(What the task requires) Copy the data exactly, keeping every line intact.

*** Data shown ***

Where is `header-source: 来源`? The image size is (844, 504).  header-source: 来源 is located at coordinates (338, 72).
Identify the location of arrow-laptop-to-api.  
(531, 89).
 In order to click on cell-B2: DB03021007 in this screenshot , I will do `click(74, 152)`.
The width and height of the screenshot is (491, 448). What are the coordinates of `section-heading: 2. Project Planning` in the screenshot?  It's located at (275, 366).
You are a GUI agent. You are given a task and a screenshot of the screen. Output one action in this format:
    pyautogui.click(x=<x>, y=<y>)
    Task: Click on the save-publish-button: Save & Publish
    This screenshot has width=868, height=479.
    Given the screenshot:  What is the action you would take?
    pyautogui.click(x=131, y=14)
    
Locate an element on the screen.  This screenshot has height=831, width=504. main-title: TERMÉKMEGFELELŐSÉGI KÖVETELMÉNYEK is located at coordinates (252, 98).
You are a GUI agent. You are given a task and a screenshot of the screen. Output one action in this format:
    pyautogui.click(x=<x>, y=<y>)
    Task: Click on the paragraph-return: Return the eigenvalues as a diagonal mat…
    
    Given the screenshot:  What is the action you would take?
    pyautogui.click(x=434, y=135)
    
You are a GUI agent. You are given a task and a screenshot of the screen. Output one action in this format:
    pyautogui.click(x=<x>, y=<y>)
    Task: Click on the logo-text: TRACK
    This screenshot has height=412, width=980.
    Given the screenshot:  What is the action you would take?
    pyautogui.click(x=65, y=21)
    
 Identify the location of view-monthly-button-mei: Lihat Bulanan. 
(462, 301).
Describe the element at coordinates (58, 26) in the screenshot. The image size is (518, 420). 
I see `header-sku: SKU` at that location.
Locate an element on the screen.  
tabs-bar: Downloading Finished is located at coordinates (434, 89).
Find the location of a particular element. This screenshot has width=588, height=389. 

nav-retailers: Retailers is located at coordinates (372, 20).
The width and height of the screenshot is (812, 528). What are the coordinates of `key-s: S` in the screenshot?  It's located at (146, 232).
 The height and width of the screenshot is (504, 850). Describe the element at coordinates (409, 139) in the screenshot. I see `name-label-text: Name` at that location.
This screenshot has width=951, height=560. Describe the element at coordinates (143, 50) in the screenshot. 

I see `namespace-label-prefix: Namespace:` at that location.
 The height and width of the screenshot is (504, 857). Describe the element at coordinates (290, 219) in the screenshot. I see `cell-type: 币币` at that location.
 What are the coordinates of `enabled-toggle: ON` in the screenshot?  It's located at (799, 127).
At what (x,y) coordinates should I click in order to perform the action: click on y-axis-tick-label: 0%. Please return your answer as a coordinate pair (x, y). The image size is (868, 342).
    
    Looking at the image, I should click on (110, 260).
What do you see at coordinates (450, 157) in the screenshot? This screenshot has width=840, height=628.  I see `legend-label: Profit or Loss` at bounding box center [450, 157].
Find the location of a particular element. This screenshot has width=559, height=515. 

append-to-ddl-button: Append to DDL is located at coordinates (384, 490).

*** End of Data shown ***

(Written answer)
Where is `header-source: 来源`? The image size is (844, 504).  header-source: 来源 is located at coordinates (338, 72).
Identify the location of arrow-laptop-to-api.  
(531, 89).
 In order to click on cell-B2: DB03021007 in this screenshot , I will do `click(74, 152)`.
The width and height of the screenshot is (491, 448). What are the coordinates of `section-heading: 2. Project Planning` in the screenshot?  It's located at (275, 366).
You are a GUI agent. You are given a task and a screenshot of the screen. Output one action in this format:
    pyautogui.click(x=<x>, y=<y>)
    Task: Click on the save-publish-button: Save & Publish
    This screenshot has width=868, height=479.
    Given the screenshot:  What is the action you would take?
    pyautogui.click(x=131, y=14)
    
Locate an element on the screen.  This screenshot has height=831, width=504. main-title: TERMÉKMEGFELELŐSÉGI KÖVETELMÉNYEK is located at coordinates (252, 98).
You are a GUI agent. You are given a task and a screenshot of the screen. Output one action in this format:
    pyautogui.click(x=<x>, y=<y>)
    Task: Click on the paragraph-return: Return the eigenvalues as a diagonal mat…
    
    Given the screenshot:  What is the action you would take?
    pyautogui.click(x=434, y=135)
    
You are a GUI agent. You are given a task and a screenshot of the screen. Output one action in this format:
    pyautogui.click(x=<x>, y=<y>)
    Task: Click on the logo-text: TRACK
    This screenshot has height=412, width=980.
    Given the screenshot:  What is the action you would take?
    pyautogui.click(x=65, y=21)
    
 Identify the location of view-monthly-button-mei: Lihat Bulanan. 
(462, 301).
Describe the element at coordinates (58, 26) in the screenshot. The image size is (518, 420). 
I see `header-sku: SKU` at that location.
Locate an element on the screen.  
tabs-bar: Downloading Finished is located at coordinates (434, 89).
Find the location of a particular element. This screenshot has width=588, height=389. 

nav-retailers: Retailers is located at coordinates (372, 20).
The width and height of the screenshot is (812, 528). What are the coordinates of `key-s: S` in the screenshot?  It's located at (146, 232).
 The height and width of the screenshot is (504, 850). Describe the element at coordinates (409, 139) in the screenshot. I see `name-label-text: Name` at that location.
This screenshot has width=951, height=560. Describe the element at coordinates (143, 50) in the screenshot. 

I see `namespace-label-prefix: Namespace:` at that location.
 The height and width of the screenshot is (504, 857). Describe the element at coordinates (290, 219) in the screenshot. I see `cell-type: 币币` at that location.
 What are the coordinates of `enabled-toggle: ON` in the screenshot?  It's located at (799, 127).
At what (x,y) coordinates should I click in order to perform the action: click on y-axis-tick-label: 0%. Please return your answer as a coordinate pair (x, y). The image size is (868, 342).
    
    Looking at the image, I should click on (110, 260).
What do you see at coordinates (450, 157) in the screenshot? This screenshot has width=840, height=628.  I see `legend-label: Profit or Loss` at bounding box center [450, 157].
Find the location of a particular element. This screenshot has width=559, height=515. 

append-to-ddl-button: Append to DDL is located at coordinates (384, 490).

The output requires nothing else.